For over a year, the US and UK media have refused to identify Israel’s war as a genocide. Mainstream outlets are only willing to regurgitate their governments’ soft criticisms of Israel, which serve to mask the West’s complicity in the slaughter.
by Justin Schlosberg
Part 1
According to John Newsinger’s A People’s History of the British Empire, it was the outsourcing of genocide that gave Britain the edge over its European imperial rivals. By ensuring an arm’s length distance from the mass slaughter carried out on its behalf, the British state was able to project the image of a more benevolent empire, even at times publicly criticizing the brutality of its client regimes.
It was an unprecedented feat of propaganda, and it’s not hard to spot its enduring legacy in how atrocities against the Palestinian people have been widely reported over the last year. Much like the crime boss on an image cleanup mission to disassociate from the thugs on his payroll, the US and UK governments have attempted to hide their bankrolling of Israel’s military machine behind soft criticism and empty pleas for restraint. And the mainstream media, on the whole, has bought it.
It’s complicated, of course, and at first glance, the coverage of Gaza over the last year has hardly followed Israel’s official script. When ITV captured shocking footage of the Israeli military shooting and killing a man clearly holding a white flag, it pushed the story against the grain of official Israeli denial and obfuscation. Nor did the BBC wholly accept the Rishi Sunak government’s framing of peaceful demonstrations in support of Gaza as terrorist hate mobs. Indeed, the unprecedented outpouring of public sympathy for Palestinians across the democratic world undoubtedly owed much to the real-time broadcasting of the wholesale destruction of life in Gaza and what legal experts were increasingly calling a genocide in action.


→ What is required
Repeat exactly the lines below from the line that contains "At what (x,y)" to the last line, inclusive, without the pictures.
--- Provided records ---
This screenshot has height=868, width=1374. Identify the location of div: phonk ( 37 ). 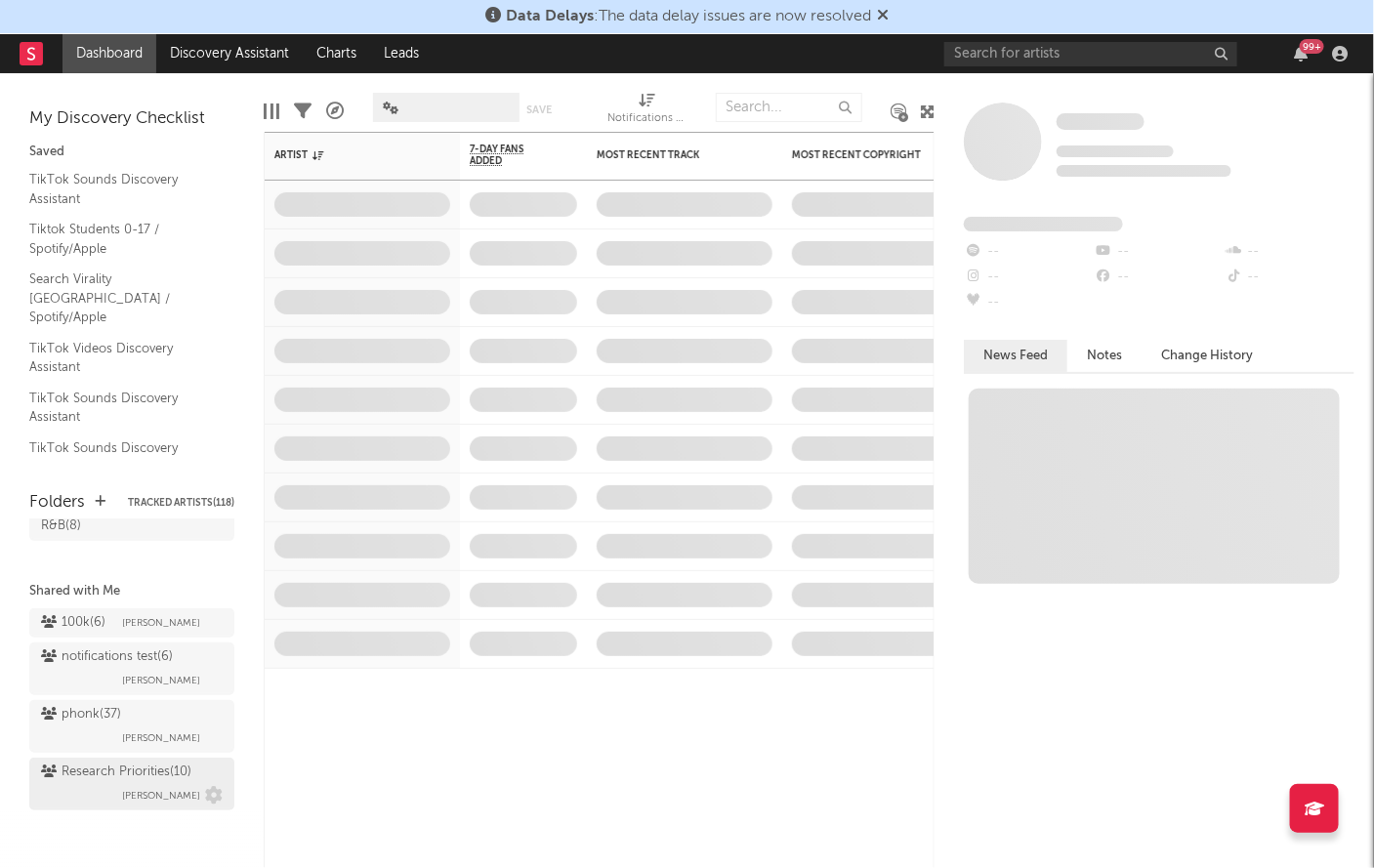
(81, 714).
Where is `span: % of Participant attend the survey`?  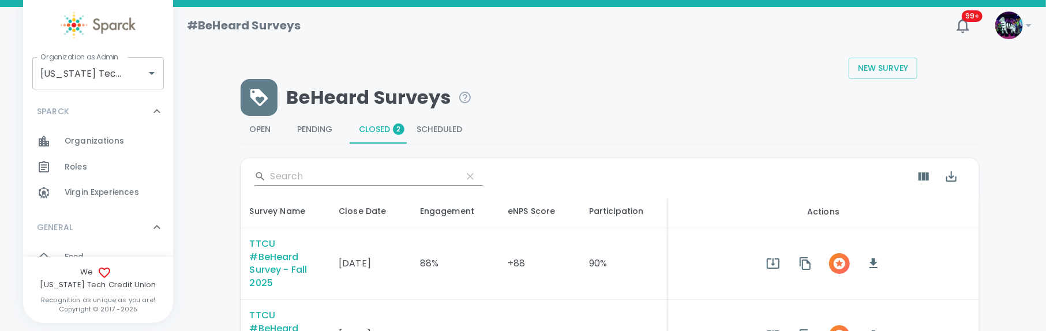
span: % of Participant attend the survey is located at coordinates (624, 211).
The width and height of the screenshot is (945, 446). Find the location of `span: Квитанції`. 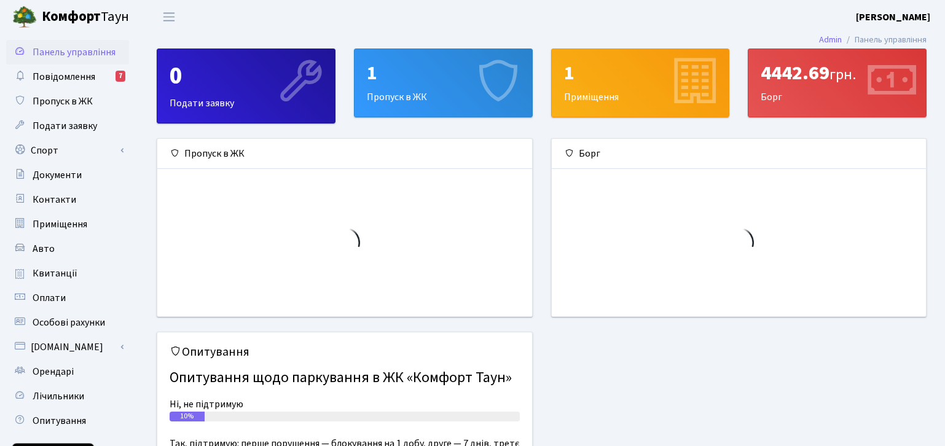

span: Квитанції is located at coordinates (55, 273).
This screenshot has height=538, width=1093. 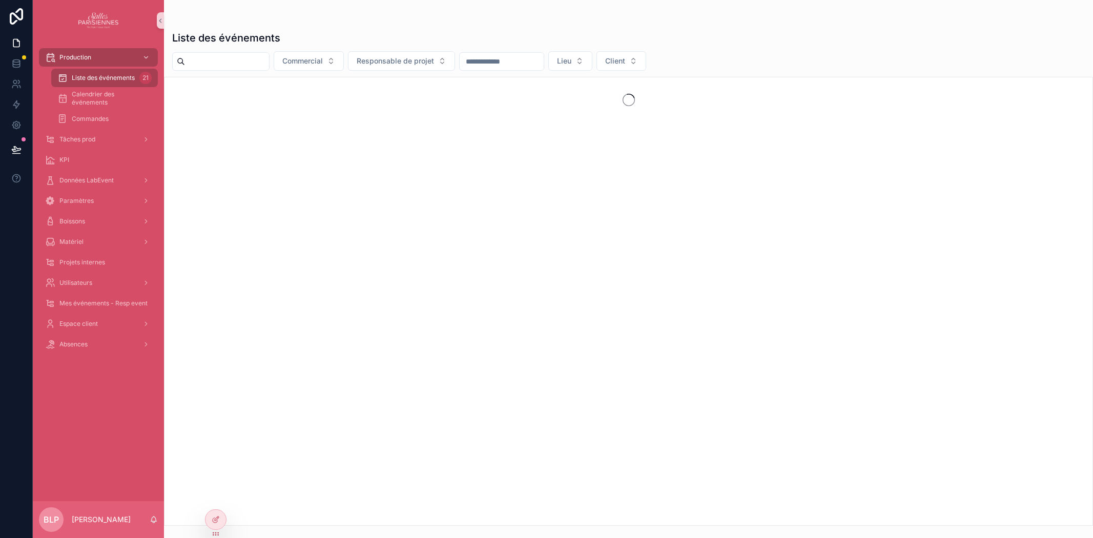 I want to click on a: Données LabEvent, so click(x=98, y=180).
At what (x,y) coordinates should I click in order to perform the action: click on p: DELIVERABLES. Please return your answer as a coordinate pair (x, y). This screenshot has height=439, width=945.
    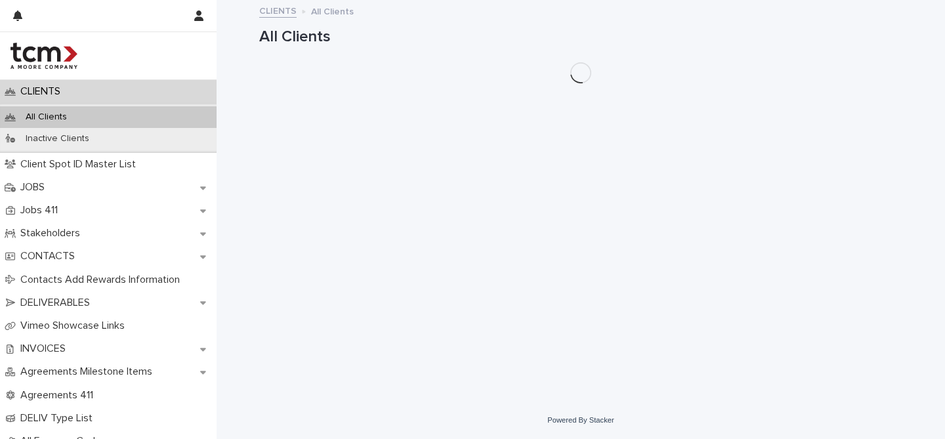
    Looking at the image, I should click on (58, 302).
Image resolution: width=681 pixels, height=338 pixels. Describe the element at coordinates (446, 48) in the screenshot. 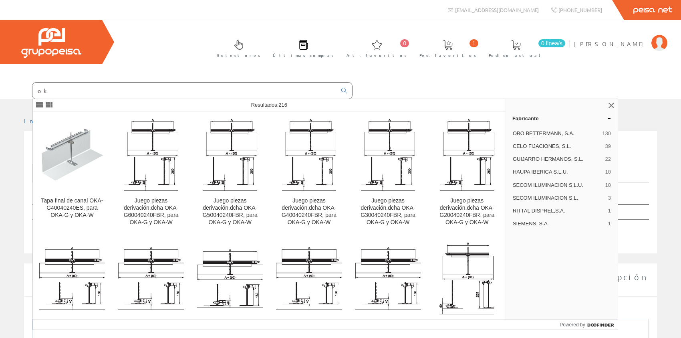

I see `a: 1 Ped. favoritos` at that location.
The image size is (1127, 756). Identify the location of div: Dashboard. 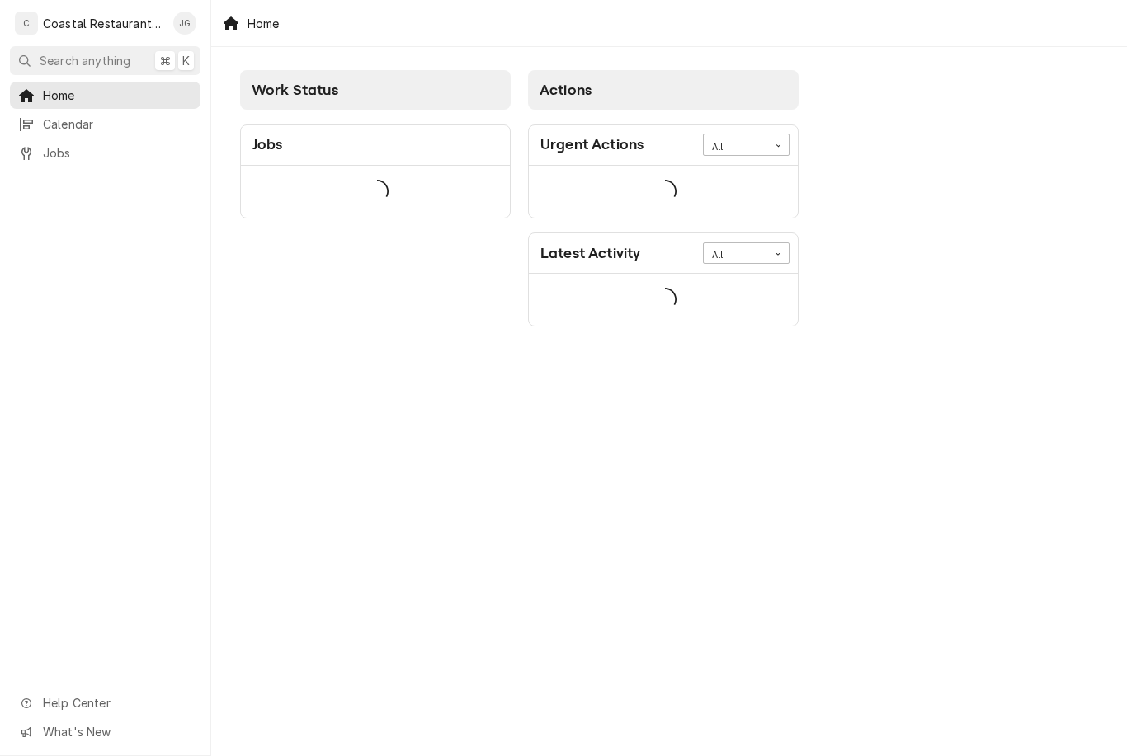
(669, 201).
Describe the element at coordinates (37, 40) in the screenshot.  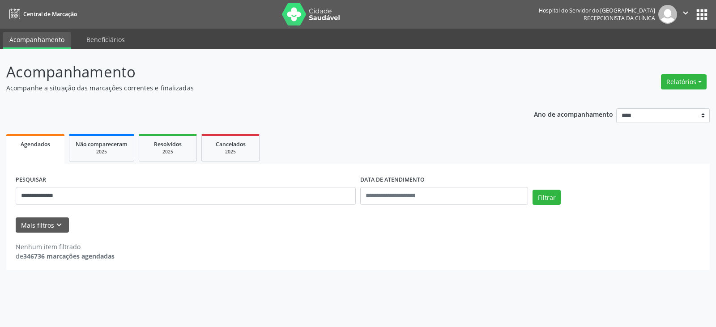
I see `a: Acompanhamento` at that location.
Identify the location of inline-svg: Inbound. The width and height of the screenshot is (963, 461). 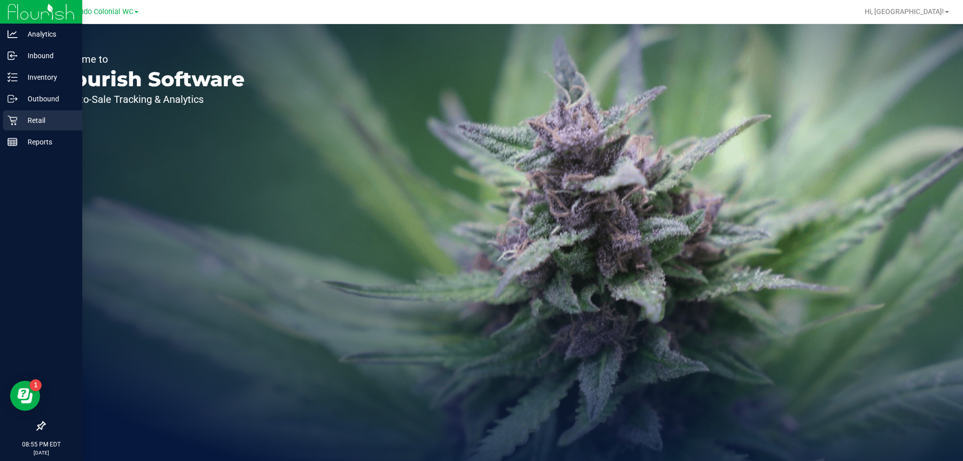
---
→ Response area
At what (x,y) coordinates should I click in order to perform the action: click on p: DELIVERABLES. Please return your answer as a coordinate pair (x, y). This screenshot has height=439, width=945.
    Looking at the image, I should click on (58, 302).
Image resolution: width=681 pixels, height=338 pixels. Describe the element at coordinates (446, 48) in the screenshot. 

I see `a: 1 Ped. favoritos` at that location.
The image size is (1127, 756). Identify the location of div: Dashboard. 
(669, 201).
Describe the element at coordinates (37, 40) in the screenshot.  
I see `a: Acompanhamento` at that location.
Identify the location of inline-svg: Inbound. The width and height of the screenshot is (963, 461). 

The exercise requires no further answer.